Attack on Social Security Included in Coronavirus Relief Bill

Posted July 31, 2020 by Premier Disability Services, LLC®

LA TIMES: Social Security advocates who breathed a sigh of relief when Senate Republicans rejected President Trump’s demand to place a payroll cut in the latest coronavirus relief bill may have exhaled too soon. The version of the bill unveiled Monday by Senate Majority Leader Mitch McConnell incorporates a provision even more menacing for Social Security. This is the so-called TRUST Act, which was crafted by Sen. Mitt Romney and has been bubbling along in Capitol Hill corridors since last year.

The TRUST Act is a device to tamper with Social Security behind closed doors and in a way that would allow senators and members of Congress to wreak havoc on the program without leaving fingerprints. It is now a provision of the larger HEALS Act — the Senate GOP’s opening bid on coronavirus relief. So it is now time to give it a close look.

We’ll start by pointing out that Social Security advocates are universally opposed to the measure, which they see as an expression of longtime conservative hostility to the program.

The TRUST Act — the acronym stands portentously for “Time to Rescue United States’ Trusts” — would work by ginning up a sense of near-term emergency about the finances of Social Security, Medicare and the federal highway trust fund. The crisis is largely imaginary, for the Social Security trust fund, by far the biggest of the reserves with $2.9 trillion today, is not in danger of exhaustion for at least 15 years. Nevertheless, the TRUST Act would require the Treasury to issue a report on the status of the funds within 45 days of the measure’s passage.

Congress would then appoint bipartisan committees mandated to “draft legislation that restores solvency and otherwise improves each trust fund program,” as Romney has described the process. Whatever proposals these panels produced would be fast-tracked in Congress and not subject to amendment.

Romney has stated that his model for the TRUST Act is the Simpson-Bowles fiscal commission empaneled by Barack Obama in 2010. That commission, which was headed by former Sen. Alan K. Simpson and Erskine Bowles, an ex-investment banker claiming Democratic Party cred from a stint as President Clinton’s chief of staff, was a mess. Its goal was to produce some putatively bipartisan recommendations for deficit reduction, but it was unable to come up with any that could garner a majority vote, so it never actually produced any recommendations.

Since the TRUST panels’ deliberations will be offered to Congress on a take-it-or-leave-it basis, the process rather serves what the GOP refers to as the need to gut Social Security “behind closed doors,” to quote an unwittingly revealing line uttered last year by Sen. Joni Ernst.

One would think that if fiscal changes in Social Security are favorable for the broad public — say by raising payroll taxes on wealthier Americans who currently get a break on them — they don’t have to be crafted behind closed doors or outsourced to a committee that absolves most senators and representatives of responsibility. However, if they involve cutting benefits, a step that would harm the majority of retirees and rank-and-file workers, then it pays to do the work in secret.

It should not, therefore, come as any surprise that the biggest fans of the TRUST Act are water-carriers for richer Americans. They include the Committee for a Responsible Budget, which was supported for years by the late hedge fund billionaire Pete Peterson, by both Simpson and Bowles, and by the Koch-financed organization Americans for Prosperity.

One shouldn’t be fooled by these TRUST Act advocates’ assertions that Social Security needs to be “fixed.” Democrats on Capitol Hill should keep their wits about them, and “fix” the TRUST Act before it goes any further.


### WORK REQUIRED
State the count of lines below featuring the word "Virtual", and write nothing further.
'''
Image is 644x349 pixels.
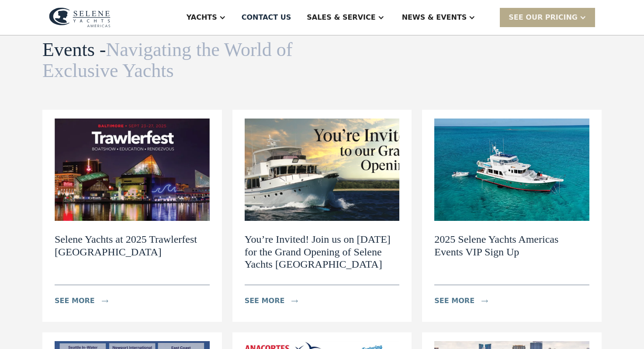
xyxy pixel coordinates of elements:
[245,233,400,271] h2: You’re Invited! Join us on [DATE] for the Grand Opening of Selene Yachts [GEOGRAPHIC_DATA]
[402,12,467,23] div: News & EVENTS
[42,110,222,322] a: Selene Yachts at 2025 Trawlerfest [GEOGRAPHIC_DATA]see moreicon
[102,300,109,303] img: icon
[186,12,217,23] div: Yachts
[55,296,95,307] div: see more
[482,300,488,303] img: icon
[42,39,292,81] span: Navigating the World of Exclusive Yachts
[242,12,292,23] div: Contact US
[509,12,578,23] div: SEE Our Pricing
[245,296,285,307] div: see more
[55,233,210,258] h2: Selene Yachts at 2025 Trawlerfest [GEOGRAPHIC_DATA]
[49,7,110,28] img: logo
[500,8,595,27] div: SEE Our Pricing
[434,296,475,307] div: see more
[292,300,298,303] img: icon
[42,39,295,82] h1: Events -
[307,12,376,23] div: Sales & Service
[434,233,589,258] h2: 2025 Selene Yachts Americas Events VIP Sign Up
[233,110,412,322] a: You’re Invited! Join us on [DATE] for the Grand Opening of Selene Yachts [GEOGRAPHIC_DATA]see mor...
[422,110,602,322] a: 2025 Selene Yachts Americas Events VIP Sign Upsee moreicon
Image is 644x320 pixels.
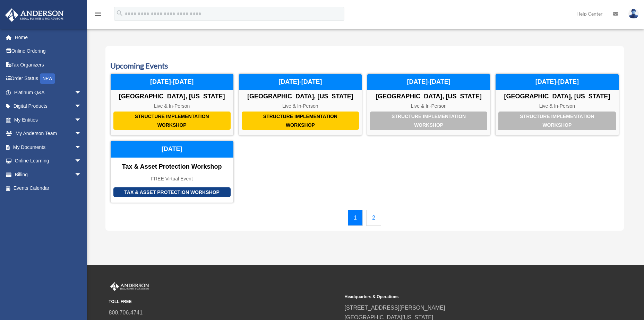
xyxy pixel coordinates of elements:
div: Tax & Asset Protection Workshop [110,163,233,171]
a: My Anderson Teamarrow_drop_down [5,127,92,141]
a: [STREET_ADDRESS][PERSON_NAME] [344,305,445,311]
span: arrow_drop_down [74,167,88,182]
div: [DATE]-[DATE] [367,73,489,91]
div: [GEOGRAPHIC_DATA], [US_STATE] [367,93,489,101]
img: User Pic [628,9,638,18]
a: Home [5,31,92,44]
div: Live & In-Person [110,103,233,109]
a: 2 [366,210,381,226]
div: NEW [40,73,55,84]
small: Headquarters & Operations [344,294,575,301]
a: Platinum Q&Aarrow_drop_down [5,86,92,100]
a: Billingarrow_drop_down [5,167,92,182]
a: Online Ordering [5,44,92,58]
span: arrow_drop_down [74,140,88,155]
i: search [116,10,124,17]
div: [GEOGRAPHIC_DATA], [US_STATE] [495,93,618,101]
a: Tax Organizers [5,58,92,72]
a: Structure Implementation Workshop [GEOGRAPHIC_DATA], [US_STATE] Live & In-Person [DATE]-[DATE] [366,73,490,136]
div: [GEOGRAPHIC_DATA], [US_STATE] [110,93,233,101]
span: arrow_drop_down [74,113,88,128]
div: Live & In-Person [495,103,618,109]
div: Live & In-Person [239,103,362,109]
a: menu [94,13,102,18]
a: Structure Implementation Workshop [GEOGRAPHIC_DATA], [US_STATE] Live & In-Person [DATE]-[DATE] [239,73,362,136]
small: TOLL FREE [109,299,339,305]
i: menu [94,10,102,18]
div: [DATE]-[DATE] [110,73,233,91]
img: Anderson Advisors Platinum Portal [109,282,151,291]
div: Live & In-Person [367,103,489,109]
span: arrow_drop_down [74,155,88,168]
div: Structure Implementation Workshop [242,111,359,130]
img: Anderson Advisors Platinum Portal [3,9,66,22]
a: 1 [348,210,363,226]
a: Order StatusNEW [5,72,92,86]
div: [DATE] [110,141,233,158]
div: Structure Implementation Workshop [113,111,230,130]
a: My Documentsarrow_drop_down [5,140,92,155]
div: Structure Implementation Workshop [498,111,615,130]
div: [GEOGRAPHIC_DATA], [US_STATE] [239,93,362,101]
span: arrow_drop_down [74,127,88,141]
a: Structure Implementation Workshop [GEOGRAPHIC_DATA], [US_STATE] Live & In-Person [DATE]-[DATE] [110,73,234,136]
a: Digital Productsarrow_drop_down [5,100,92,113]
h3: Upcoming Events [110,61,619,72]
div: [DATE]-[DATE] [495,73,618,91]
div: Structure Implementation Workshop [369,111,487,130]
a: Tax & Asset Protection Workshop Tax & Asset Protection Workshop FREE Virtual Event [DATE] [110,141,234,203]
div: Tax & Asset Protection Workshop [113,188,230,197]
a: 800.706.4741 [109,309,143,316]
a: Events Calendar [5,182,88,195]
div: FREE Virtual Event [110,176,233,182]
span: arrow_drop_down [74,86,88,100]
a: Online Learningarrow_drop_down [5,155,92,168]
a: Structure Implementation Workshop [GEOGRAPHIC_DATA], [US_STATE] Live & In-Person [DATE]-[DATE] [495,73,618,136]
div: [DATE]-[DATE] [239,73,362,91]
span: arrow_drop_down [74,100,88,114]
a: My Entitiesarrow_drop_down [5,113,92,127]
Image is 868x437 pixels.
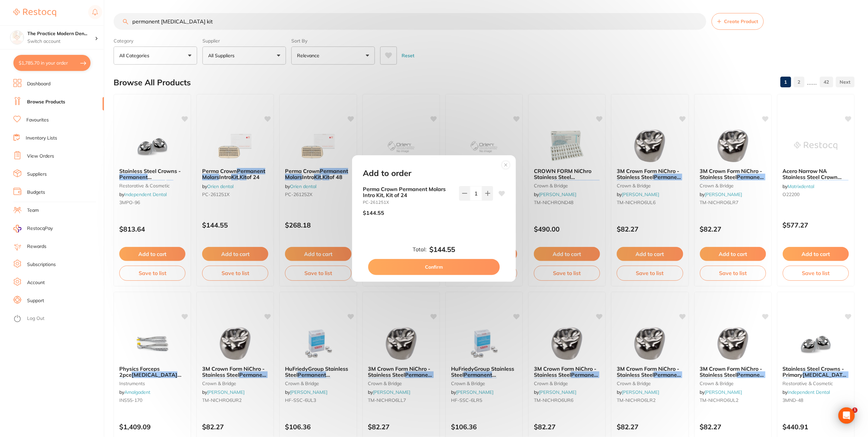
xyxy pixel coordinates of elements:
div: Open Intercom Messenger [838,407,855,423]
span: 1 [852,407,858,412]
button: Confirm [368,259,500,275]
h2: Add to order [363,169,411,178]
p: $144.55 [363,210,384,216]
b: $144.55 [430,246,455,254]
small: PC-261251X [363,200,454,205]
b: Perma Crown Permanent Molars Intro Kit, Kit of 24 [363,186,454,198]
label: Total: [413,246,427,252]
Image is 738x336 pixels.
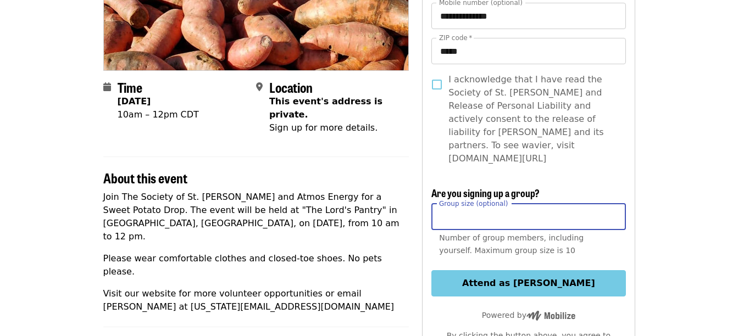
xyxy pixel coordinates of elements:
img: Powered by Mobilize [526,311,575,321]
div: 10am – 12pm CDT [118,108,199,121]
i: map-marker-alt icon [256,82,263,92]
span: Location [269,77,313,97]
span: I acknowledge that I have read the Society of St. [PERSON_NAME] and Release of Personal Liability... [448,73,616,165]
p: Please wear comfortable clothes and closed-toe shoes. No pets please. [103,252,409,278]
i: calendar icon [103,82,111,92]
p: Visit our website for more volunteer opportunities or email [PERSON_NAME] at [US_STATE][EMAIL_ADD... [103,287,409,314]
span: Powered by [482,311,575,320]
button: Attend as [PERSON_NAME] [431,270,625,297]
input: [object Object] [431,204,625,230]
input: Mobile number (optional) [431,3,625,29]
span: Number of group members, including yourself. Maximum group size is 10 [439,233,583,255]
span: This event's address is private. [269,96,382,120]
p: Join The Society of St. [PERSON_NAME] and Atmos Energy for a Sweet Potato Drop. The event will be... [103,191,409,243]
span: About this event [103,168,187,187]
input: ZIP code [431,38,625,64]
span: Group size (optional) [439,199,508,207]
span: Sign up for more details. [269,122,377,133]
span: Time [118,77,142,97]
strong: [DATE] [118,96,151,107]
span: Are you signing up a group? [431,186,539,200]
label: ZIP code [439,35,472,41]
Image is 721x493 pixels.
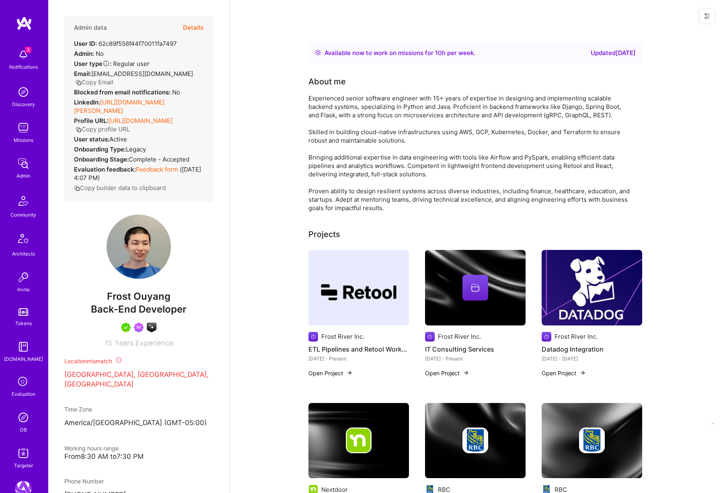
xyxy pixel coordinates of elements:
div: DB [20,426,27,434]
span: 10 [435,49,442,57]
h4: ETL Pipelines and Retool Workflow [308,344,409,355]
a: [URL][DOMAIN_NAME] [108,117,173,125]
div: Missions [14,136,33,144]
img: Company logo [462,428,488,454]
div: From 8:30 AM to 7:30 PM [64,453,213,461]
div: Community [10,211,36,219]
img: discovery [15,84,31,100]
a: [URL][DOMAIN_NAME][PERSON_NAME] [74,99,164,115]
div: Evaluation [12,390,35,399]
strong: User ID: [74,40,97,47]
strong: Admin: [74,50,94,58]
h4: IT Consulting Services [425,344,526,355]
span: Active [109,136,127,143]
button: Open Project [308,369,353,378]
div: ( [DATE] 4:07 PM ) [74,165,203,182]
strong: Blocked from email notifications: [74,88,172,96]
strong: Evaluation feedback: [74,166,136,173]
span: Phone Number [64,478,104,485]
span: Frost Ouyang [64,291,213,303]
div: [DATE] - [DATE] [542,355,642,363]
div: Location mismatch [64,357,213,366]
button: Copy Email [76,78,113,86]
span: 3 [25,47,31,53]
div: 62c89f556f44f70011fa7497 [74,39,177,48]
button: Open Project [542,369,586,378]
strong: User status: [74,136,109,143]
h4: Admin data [74,24,107,31]
div: Experienced senior software engineer with 15+ years of expertise in designing and implementing sc... [308,94,630,212]
img: cover [308,403,409,479]
img: Company logo [542,332,551,342]
img: cover [425,403,526,479]
img: Architects [14,230,33,250]
div: Invite [17,286,30,294]
img: Been on Mission [134,323,144,333]
img: logo [16,16,32,31]
span: Complete - Accepted [129,156,189,163]
div: Updated [DATE] [591,48,636,58]
span: Working hours range [64,445,119,452]
div: Frost River Inc. [555,333,598,341]
img: Community [14,191,33,211]
div: About me [308,76,346,88]
span: [EMAIL_ADDRESS][DOMAIN_NAME] [91,70,193,78]
img: Company logo [308,332,318,342]
p: America/[GEOGRAPHIC_DATA] (GMT-05:00 ) [64,419,213,428]
img: arrow-right [579,370,586,376]
img: Invite [15,269,31,286]
img: Availability [315,49,321,56]
span: Time Zone [64,406,92,413]
button: Copy profile URL [76,125,130,134]
button: Copy builder data to clipboard [74,184,166,192]
div: [DATE] - Present [425,355,526,363]
span: Years Experience [115,339,173,347]
img: teamwork [15,120,31,136]
img: Skill Targeter [15,446,31,462]
div: Available now to work on missions for h per week . [325,48,475,58]
span: legacy [126,146,146,153]
div: Architects [12,250,35,258]
div: Notifications [9,63,38,71]
div: [DATE] - Present [308,355,409,363]
strong: User type : [74,60,111,68]
span: 15 [105,339,112,347]
a: Feedback form [136,166,178,173]
img: User Avatar [107,215,171,279]
div: Tokens [15,319,32,328]
h4: Datadog Integration [542,344,642,355]
strong: Email: [74,70,91,78]
div: Targeter [14,462,33,470]
div: Frost River Inc. [438,333,481,341]
strong: Onboarding Type: [74,146,126,153]
img: guide book [15,339,31,355]
img: ETL Pipelines and Retool Workflow [308,250,409,326]
img: A.I. guild [147,323,156,333]
img: Datadog Integration [542,250,642,326]
img: A.Teamer in Residence [121,323,131,333]
div: Projects [308,228,340,240]
div: Frost River Inc. [321,333,364,341]
i: icon Copy [76,127,82,133]
img: arrow-right [463,370,469,376]
p: [GEOGRAPHIC_DATA], [GEOGRAPHIC_DATA], [GEOGRAPHIC_DATA] [64,370,213,390]
div: Admin [16,172,31,180]
img: bell [15,47,31,63]
div: No [74,88,180,97]
i: icon Copy [76,80,82,86]
div: Discovery [12,100,35,109]
img: arrow-right [346,370,353,376]
img: Company logo [346,428,372,454]
span: Back-End Developer [91,304,187,315]
strong: LinkedIn: [74,99,100,106]
i: icon Copy [74,185,80,191]
i: icon SelectionTeam [16,375,31,390]
img: cover [425,250,526,326]
img: Admin Search [15,410,31,426]
div: Regular user [74,60,150,68]
strong: Onboarding Stage: [74,156,129,163]
img: admin teamwork [15,156,31,172]
div: [DOMAIN_NAME] [4,355,43,364]
img: cover [542,403,642,479]
img: Company logo [579,428,605,454]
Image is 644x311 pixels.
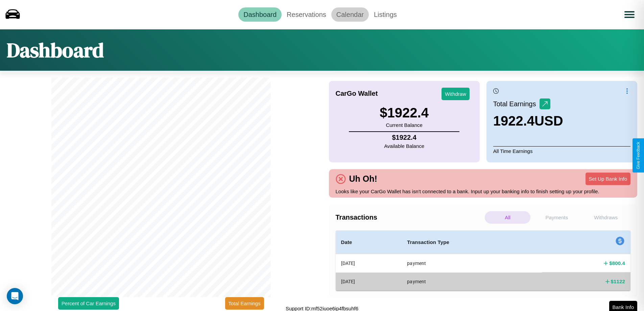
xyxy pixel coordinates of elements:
[346,174,380,184] h4: Uh Oh!
[620,5,639,24] button: Open menu
[336,90,378,97] h4: CarGo Wallet
[493,98,540,110] p: Total Earnings
[225,297,264,309] button: Total Earnings
[402,272,542,290] th: payment
[336,231,631,291] table: simple table
[407,238,537,246] h4: Transaction Type
[7,288,23,304] div: Open Intercom Messenger
[609,260,625,267] h4: $ 800.4
[384,134,424,142] h4: $ 1922.4
[336,187,631,196] p: Looks like your CarGo Wallet has isn't connected to a bank. Input up your banking info to finish ...
[58,297,119,309] button: Percent of Car Earnings
[583,211,629,223] p: Withdraws
[239,8,282,22] a: Dashboard
[384,142,424,151] p: Available Balance
[636,142,640,169] div: Give Feedback
[485,211,531,223] p: All
[336,213,483,221] h4: Transactions
[7,36,104,64] h1: Dashboard
[442,88,470,100] button: Withdraw
[341,238,397,246] h4: Date
[534,211,579,223] p: Payments
[379,105,429,121] h3: $ 1922.4
[586,173,631,185] button: Set Up Bank Info
[336,254,402,273] th: [DATE]
[402,254,542,273] th: payment
[336,272,402,290] th: [DATE]
[369,8,402,22] a: Listings
[331,8,369,22] a: Calendar
[493,146,631,156] p: All Time Earnings
[282,8,331,22] a: Reservations
[379,121,429,130] p: Current Balance
[611,278,625,285] h4: $ 1122
[493,114,563,129] h3: 1922.4 USD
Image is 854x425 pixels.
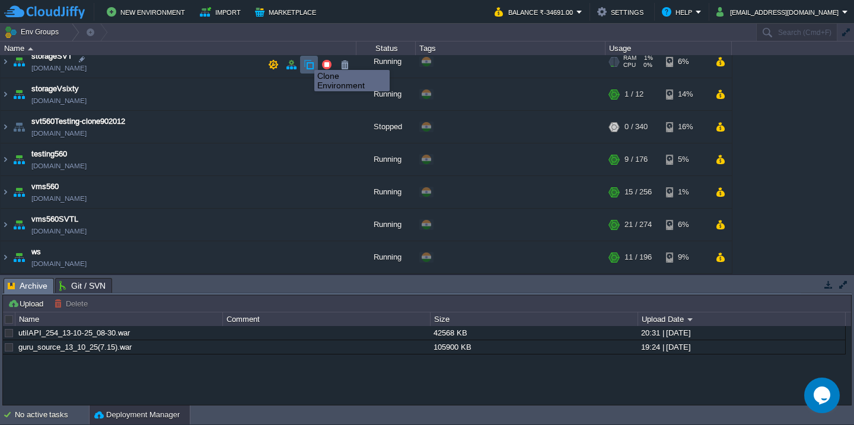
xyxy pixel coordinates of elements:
[31,62,87,74] span: [DOMAIN_NAME]
[200,5,244,19] button: Import
[11,209,27,241] img: AMDAwAAAACH5BAEAAAAALAAAAAABAAEAAAICRAEAOw==
[31,83,79,95] a: storageVsixty
[11,143,27,176] img: AMDAwAAAACH5BAEAAAAALAAAAAABAAEAAAICRAEAOw==
[8,298,47,309] button: Upload
[641,55,653,62] span: 1%
[31,213,78,225] a: vms560SVTL
[31,225,87,237] a: [DOMAIN_NAME]
[624,143,647,176] div: 9 / 176
[638,326,844,340] div: 20:31 | [DATE]
[255,5,320,19] button: Marketplace
[356,176,416,208] div: Running
[356,111,416,143] div: Stopped
[31,148,67,160] a: testing560
[11,78,27,110] img: AMDAwAAAACH5BAEAAAAALAAAAAABAAEAAAICRAEAOw==
[31,116,125,127] a: svt560Testing-clone902012
[430,340,637,354] div: 105900 KB
[666,176,704,208] div: 1%
[31,127,87,139] a: [DOMAIN_NAME]
[1,46,10,78] img: AMDAwAAAACH5BAEAAAAALAAAAAABAAEAAAICRAEAOw==
[356,78,416,110] div: Running
[624,78,643,110] div: 1 / 12
[31,50,72,62] a: storageSVT
[1,111,10,143] img: AMDAwAAAACH5BAEAAAAALAAAAAABAAEAAAICRAEAOw==
[31,246,41,258] a: ws
[16,312,222,326] div: Name
[18,328,130,337] a: utilAPI_254_13-10-25_08-30.war
[666,111,704,143] div: 16%
[28,47,33,50] img: AMDAwAAAACH5BAEAAAAALAAAAAABAAEAAAICRAEAOw==
[416,42,605,55] div: Tags
[8,279,47,294] span: Archive
[623,62,636,69] span: CPU
[1,78,10,110] img: AMDAwAAAACH5BAEAAAAALAAAAAABAAEAAAICRAEAOw==
[94,409,180,421] button: Deployment Manager
[4,5,85,20] img: CloudJiffy
[31,193,87,205] a: [DOMAIN_NAME]
[317,71,387,90] div: Clone Environment
[356,241,416,273] div: Running
[1,209,10,241] img: AMDAwAAAACH5BAEAAAAALAAAAAABAAEAAAICRAEAOw==
[606,42,731,55] div: Usage
[666,78,704,110] div: 14%
[11,46,27,78] img: AMDAwAAAACH5BAEAAAAALAAAAAABAAEAAAICRAEAOw==
[15,406,89,425] div: No active tasks
[224,312,430,326] div: Comment
[356,209,416,241] div: Running
[31,258,87,270] a: [DOMAIN_NAME]
[624,241,652,273] div: 11 / 196
[495,5,576,19] button: Balance ₹-34691.00
[1,143,10,176] img: AMDAwAAAACH5BAEAAAAALAAAAAABAAEAAAICRAEAOw==
[357,42,415,55] div: Status
[18,343,132,352] a: guru_source_13_10_25(7.15).war
[11,111,27,143] img: AMDAwAAAACH5BAEAAAAALAAAAAABAAEAAAICRAEAOw==
[11,241,27,273] img: AMDAwAAAACH5BAEAAAAALAAAAAABAAEAAAICRAEAOw==
[666,143,704,176] div: 5%
[804,378,842,413] iframe: chat widget
[640,62,652,69] span: 0%
[54,298,91,309] button: Delete
[666,241,704,273] div: 9%
[624,111,647,143] div: 0 / 340
[31,95,87,107] span: [DOMAIN_NAME]
[356,143,416,176] div: Running
[11,176,27,208] img: AMDAwAAAACH5BAEAAAAALAAAAAABAAEAAAICRAEAOw==
[666,209,704,241] div: 6%
[624,209,652,241] div: 21 / 274
[1,42,356,55] div: Name
[430,326,637,340] div: 42568 KB
[639,312,845,326] div: Upload Date
[1,241,10,273] img: AMDAwAAAACH5BAEAAAAALAAAAAABAAEAAAICRAEAOw==
[666,46,704,78] div: 6%
[59,279,106,293] span: Git / SVN
[716,5,842,19] button: [EMAIL_ADDRESS][DOMAIN_NAME]
[31,160,87,172] a: [DOMAIN_NAME]
[662,5,696,19] button: Help
[624,176,652,208] div: 15 / 256
[638,340,844,354] div: 19:24 | [DATE]
[431,312,637,326] div: Size
[1,176,10,208] img: AMDAwAAAACH5BAEAAAAALAAAAAABAAEAAAICRAEAOw==
[31,181,59,193] a: vms560
[4,24,63,40] button: Env Groups
[623,55,636,62] span: RAM
[107,5,189,19] button: New Environment
[597,5,647,19] button: Settings
[356,46,416,78] div: Running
'''
### ANSWER SPACE
2